Still, there was no sense of urgency as Green threw his pitches and the hitters moved in and out of the batter’s box.  He took his time between throws and the batters meandered around as they waited their turn to hit.  The closest anyone came to being in a hurry, and appropriately so, was a group of players who had appeared to practice base running drills.  With another screen set up in front of second base, to protect them from line drives up the middle, these present and future Yankees line up in pairs, one in front of another, both taking leads off the bag.  Then, when contact was made by one of the hitters facing Green, each would mimic the correct response, breaking for third on a clear hit, or returning to the base to tag up on a certain fly out, or starting a few steps toward the next base while following the ball if it seemed headed for an uncertain outcome.

The simple drill of one of the sport’s most basic skills was surely something these players had practiced since they were children.  Its appearance at a major league camp less than three weeks before Opening Day was a reminder of how the game’s fundamentals endure, and how in sports, as in life, attention to minor details can make all the difference between success and failure.  That there was time to run it even in a Spring Training operating on a compressed calendar was ample evidence that the Great Game moves at its own pace.

That was also apparent on the main Steinbrenner Field diamond a short time later, when New York hosted Detroit for its first home game of the exhibition season.  Since it was an “opening day” of sorts, New York’s starting lineup was called out to the first base line, much as the rosters for both teams will be in the Bronx at the first game of the regular season.  The Tampa locals and visiting tourists who filled Florida’s largest Spring Training park to near capacity cheered loudly for the handful of names they knew, and politely for the ones they did not, but were probably most appreciative that only New York’s starting lineup was introduced individually.  When the public address announcer asked the remaining Yankees, as well as all the Detroit Tigers, to join New York’s starting nine on the basepaths, the lines stretched almost to both foul poles.  Only a week after players reported, clubhouses are still overflowing with prospects, and there is no rush to make cuts even with the clock ticking toward games that count.

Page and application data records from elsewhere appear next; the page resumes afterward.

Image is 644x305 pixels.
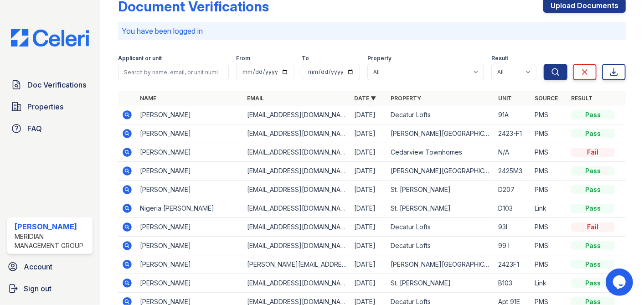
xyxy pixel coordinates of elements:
[7,97,92,116] a: Properties
[367,55,391,62] label: Property
[571,204,614,213] div: Pass
[118,64,229,80] input: Search by name, email, or unit number
[24,261,53,272] span: Account
[243,143,350,162] td: [EMAIL_ADDRESS][DOMAIN_NAME]
[301,55,309,62] label: To
[531,181,567,199] td: PMS
[136,162,243,181] td: [PERSON_NAME]
[7,76,92,94] a: Doc Verifications
[571,241,614,250] div: Pass
[531,162,567,181] td: PMS
[495,181,531,199] td: D207
[387,143,495,162] td: Cedarview Townhomes
[387,199,495,218] td: St. [PERSON_NAME]
[387,255,495,274] td: [PERSON_NAME][GEOGRAPHIC_DATA]
[531,199,567,218] td: Link
[243,218,350,237] td: [EMAIL_ADDRESS][DOMAIN_NAME]
[27,79,86,90] span: Doc Verifications
[387,237,495,255] td: Decatur Lofts
[495,124,531,143] td: 2423-F1
[121,26,622,37] p: You have been logged in
[351,218,387,237] td: [DATE]
[136,143,243,162] td: [PERSON_NAME]
[243,199,350,218] td: [EMAIL_ADDRESS][DOMAIN_NAME]
[491,55,508,62] label: Result
[136,237,243,255] td: [PERSON_NAME]
[531,106,567,124] td: PMS
[571,148,614,157] div: Fail
[495,106,531,124] td: 91A
[387,218,495,237] td: Decatur Lofts
[391,95,421,102] a: Property
[351,237,387,255] td: [DATE]
[243,162,350,181] td: [EMAIL_ADDRESS][DOMAIN_NAME]
[495,218,531,237] td: 93l
[15,221,89,232] div: [PERSON_NAME]
[243,124,350,143] td: [EMAIL_ADDRESS][DOMAIN_NAME]
[531,255,567,274] td: PMS
[495,199,531,218] td: D103
[571,111,614,119] div: Pass
[387,181,495,199] td: St. [PERSON_NAME]
[24,283,51,294] span: Sign out
[531,237,567,255] td: PMS
[136,274,243,293] td: [PERSON_NAME]
[136,181,243,199] td: [PERSON_NAME]
[351,162,387,181] td: [DATE]
[531,218,567,237] td: PMS
[243,106,350,124] td: [EMAIL_ADDRESS][DOMAIN_NAME]
[531,274,567,293] td: Link
[387,274,495,293] td: St. [PERSON_NAME]
[4,280,96,298] a: Sign out
[136,124,243,143] td: [PERSON_NAME]
[351,181,387,199] td: [DATE]
[136,255,243,274] td: [PERSON_NAME]
[243,181,350,199] td: [EMAIL_ADDRESS][DOMAIN_NAME]
[243,274,350,293] td: [EMAIL_ADDRESS][DOMAIN_NAME]
[495,274,531,293] td: B103
[351,124,387,143] td: [DATE]
[351,143,387,162] td: [DATE]
[27,123,42,134] span: FAQ
[351,274,387,293] td: [DATE]
[495,162,531,181] td: 2425M3
[571,222,614,232] div: Fail
[136,218,243,237] td: [PERSON_NAME]
[571,95,593,102] a: Result
[495,143,531,162] td: N/A
[351,255,387,274] td: [DATE]
[7,119,92,138] a: FAQ
[247,95,264,102] a: Email
[4,258,96,276] a: Account
[118,55,162,62] label: Applicant or unit
[351,199,387,218] td: [DATE]
[136,106,243,124] td: [PERSON_NAME]
[571,260,614,269] div: Pass
[531,143,567,162] td: PMS
[351,106,387,124] td: [DATE]
[606,269,635,296] iframe: chat widget
[27,101,63,112] span: Properties
[387,106,495,124] td: Decatur Lofts
[495,255,531,274] td: 2423F1
[571,129,614,138] div: Pass
[140,95,156,102] a: Name
[498,95,512,102] a: Unit
[243,255,350,274] td: [PERSON_NAME][EMAIL_ADDRESS][DOMAIN_NAME]
[571,279,614,288] div: Pass
[243,237,350,255] td: [EMAIL_ADDRESS][DOMAIN_NAME]
[571,166,614,176] div: Pass
[355,95,376,102] a: Date ▼
[387,124,495,143] td: [PERSON_NAME][GEOGRAPHIC_DATA]
[387,162,495,181] td: [PERSON_NAME][GEOGRAPHIC_DATA]
[535,95,558,102] a: Source
[571,185,614,194] div: Pass
[236,55,250,62] label: From
[4,29,96,47] img: CE_Logo_Blue-a8612792a0a2168367f1c8372b55b34899dd931a85d93a1a3d3e32e68fde9ad4.png
[495,237,531,255] td: 99 I
[531,124,567,143] td: PMS
[136,199,243,218] td: Nigeria [PERSON_NAME]
[15,232,89,250] div: Meridian Management Group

This one did not of course, and much as if it were being played in late February, when exhibition contests were supposed to start, those prospects saw most of the action.  Fans got to see about half of a major league lineup play three or four innings for both clubs, but as the score bounced back and forth in the later going, the rallies, first one by New York, then an answering charge from Detroit, were staged by hitters at the expense of pitchers all of whom will be wearing minor league uniforms in a few weeks’ time.

But if fans often weren’t sure just who it was they were cheering for, they didn’t seem to mind.  That too, is part of the Great Game’s timeless rhythms at this time of year.  As the sun crosses the equator on its annual northward march and winter at last yields to spring, the shouts from fans are not for the individual exploits that might lead a team to the pennant.  Rather they are, like simple base running drills on a back field, more basic.  They are cheers for the sports’ return, and for the hope and promise that are elemental parts of every Spring Training.  The dog days of August will come of course, and by then hopes will have waned for more franchises than just the Orioles and Pirates.  But for now, it is enough to know that baseball is back.